Vegetables are bursting out of the ground, seeming to double in size overnight; annuals are exploding with color after the recent rains. They’re getting all that energy from somewhere, and it’s not in unlimited supply. June is the time to charge their batteries with added fertilizer, and especially with some well-seasoned compost, spread an inch thick around plants on the surface of the soil. Fertilizer should be scratched lightly into the ground along the dripline of a plant, not too close to the stem where it can burn.
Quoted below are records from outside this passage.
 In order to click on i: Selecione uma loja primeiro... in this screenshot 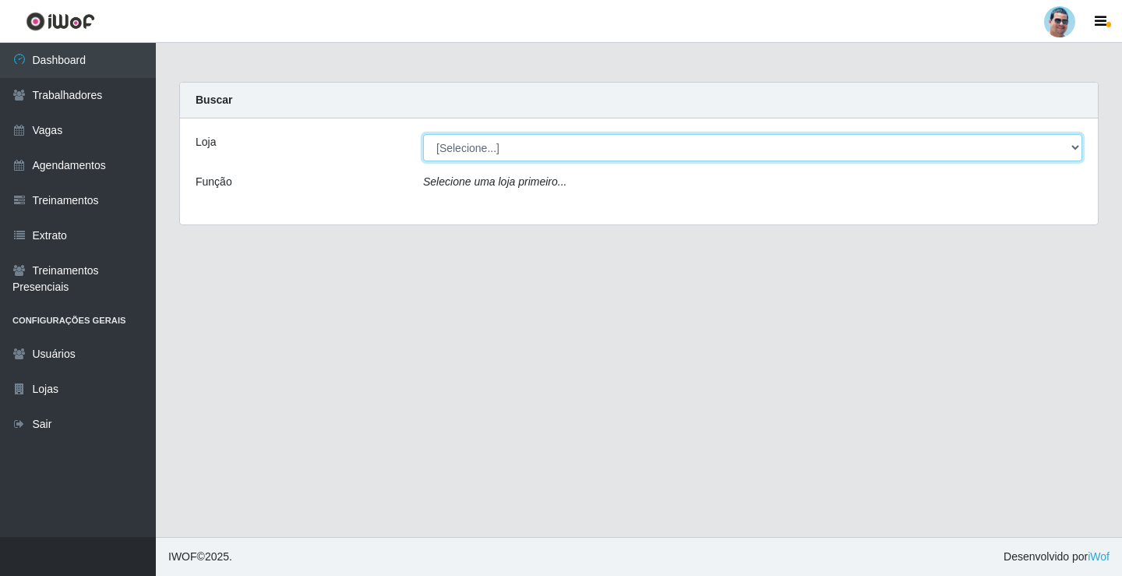, I will do `click(495, 181)`.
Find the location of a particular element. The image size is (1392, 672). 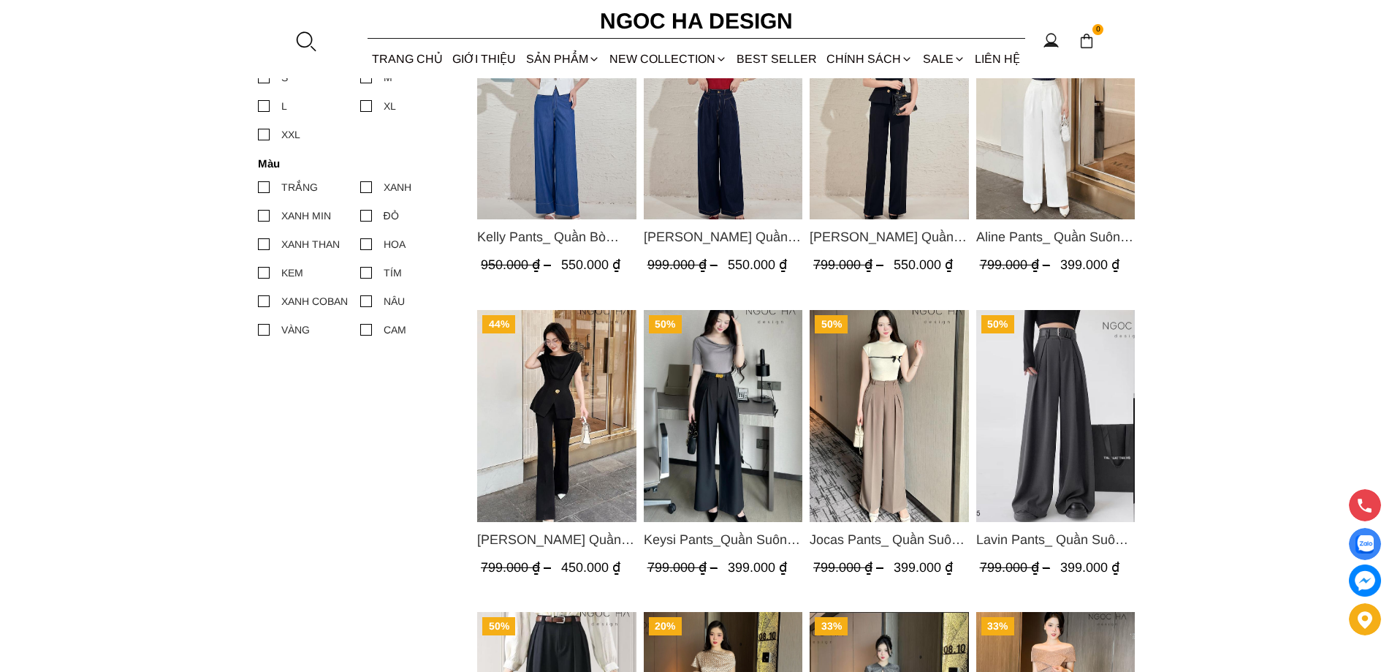

a: Link to Kelly Pants_ Quần Bò Suông Màu Xanh Q066 is located at coordinates (557, 237).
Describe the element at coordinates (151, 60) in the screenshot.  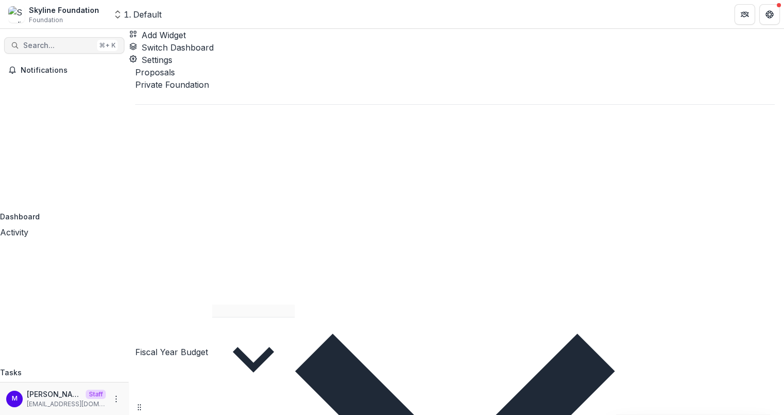
I see `button: Settings` at that location.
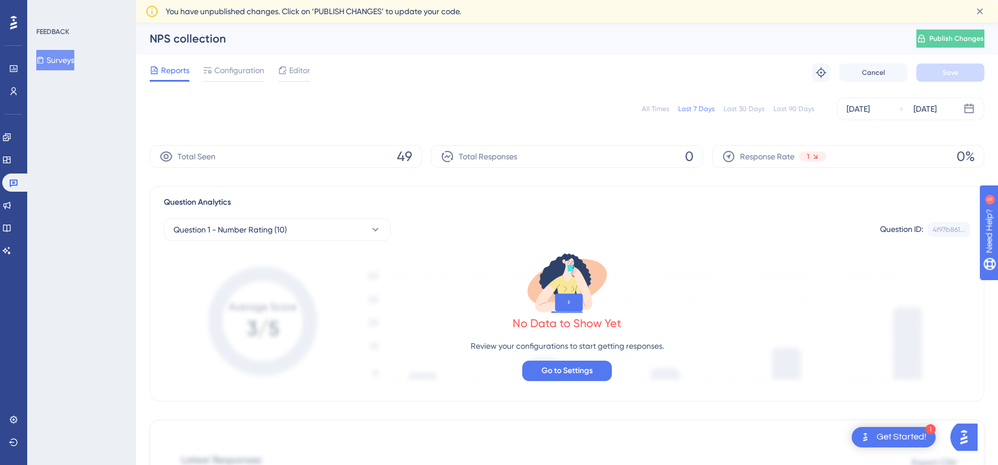 The image size is (998, 465). I want to click on div: Last 30 Days, so click(744, 109).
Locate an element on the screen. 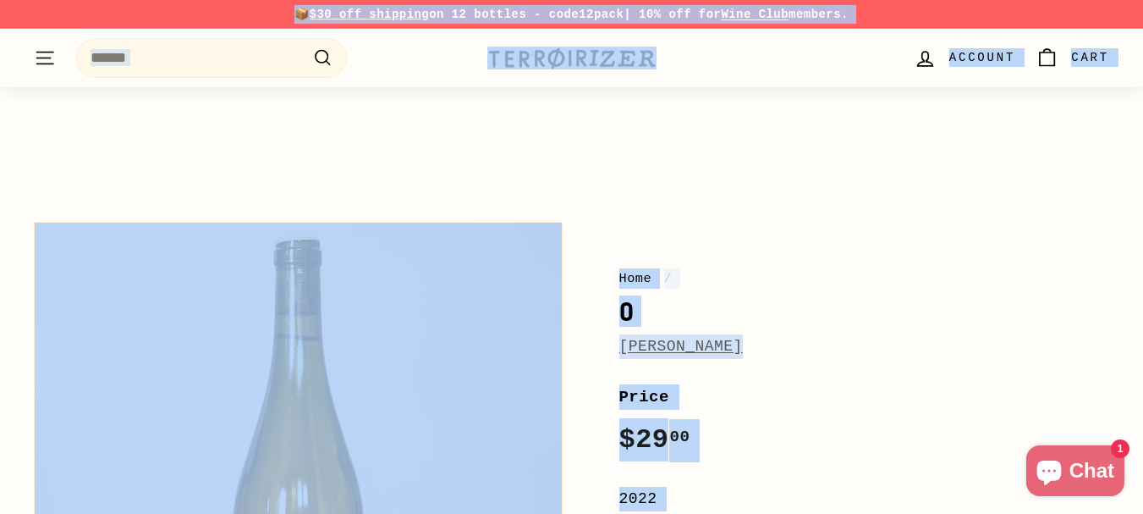 This screenshot has height=514, width=1143. span: $30 off shipping is located at coordinates (370, 14).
Unless you see signs of color change in leaves of shrubs and trees, these rarely need to be fertilized, however, they always benefit from a top dressing of compost. 

plant seed packets

Do the Garden Math 

By late June it’s about four months until our average first frost date. I know it is hard to imagine ever being cold again…but if you are thinking of planting more warm-season stuff in the vegetable garden, use this as your timeline. That’s about 120 days. Read seed packets for days to maturity. This means no excuses—you can still plant about any summer crop except sweet potatoes, which generally take all those 120 days.